Because of this early facility with both performing and producing, today he feels comfortable using either as a mode of expression. "I love production just as much as I love MCing," he says. "But at the same time, I like having something to say."

Rooted as it is in golden-age New York hip-hop, El-P's production style is flagrantly unorthodox. Rather than aiming for retro boom-bap, he often slows his breaks to a narcotic crawl, burying them in distorted reverb and lacing in eerie samples, both organic and computerized.

The sound of ISWYD is that of a paranoiac's fever dream, of robots and tanks grinding through a scarred landscape and breaking into bits. Then there's El-P: narrating the impending apocalypse in his unrelenting, wordy flow, middle fingers raised at the powers that be.

Kicked out of high school for disciplinary problems (he later got his G.E.D.), El is a voracious reader. He name-checks George Orwell, Philip K. Dick, and even Borges and Faulkner as lyrical influences.

"Philip K. Dick is kind of like pulp theology fiction," he says. "Where else do you get huge questions about the nature of existence, along with aliens and flying cars?" He cherishes Orwell for his ability to write about the misuse of power. "Those ideas appealed to the kid in me who always felt that way. Of course, when you're a teenager, you think it's your parents, or ösociety'; it's just unfocused."

Not that the songs are all unchecked rage against the machines. There are moments of fear, and sorrow for lost innocence. Even the armor-plated cyber-cop protagonist of "Habeas Corpses (Draconian Love)" finds romance, albeit with a female captive: "I'm the first to touch her without gloves on/She's the first to kiss me without crying." Yeah, he's not afraid to let a little emotion bleed through.

"A good artist is supposed to use all of his influences and pain and joy and suffering in his records," El-P says. "I think the problem is when an artist does the same thing over and over.
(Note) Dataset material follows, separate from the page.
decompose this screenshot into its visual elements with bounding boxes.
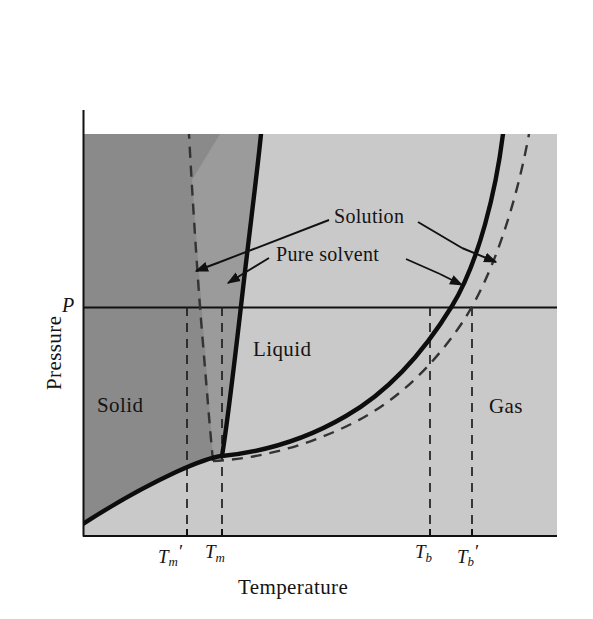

If every song is incredibly heartfelt, and you have twelve incredibly heartfelt, tear-jerking moments, it's just not that powerful."

In the case of ISWYD, a good artist also knows when to collaborate. The disc not only features cameos by longtime friends (Aesop Rock, Tame One, Cage) but special guests Cat Power, the Mars Volta, and even Trent Reznor, the last two whom he had previously remixed.

"It's me just kind of using them in certain parts," El says. "It's not like some rap-rock mash-up. I'm just a fan of all of them for different reasons, and I heard places on the record for them." Cat Power, for instance, appears as the wistful female crooning a hook, the others as sonic ingredients in an instrumental stew.

Monday's performance is one of four he has scheduled in a minitour before the album is released on March 20. (The other dates are in New York, San Francisco, and L.A.). The Miami stop makes sense after recent successful shows by Cage and Mr. Lif, and with a local hip-hop scene progressively growing in size.

"Miami's been showing us a lot of love in the last couple of years," he says. "I feel like a lot of groups just skip Miami and the fans get the shaft. It's a really hungry scene out there."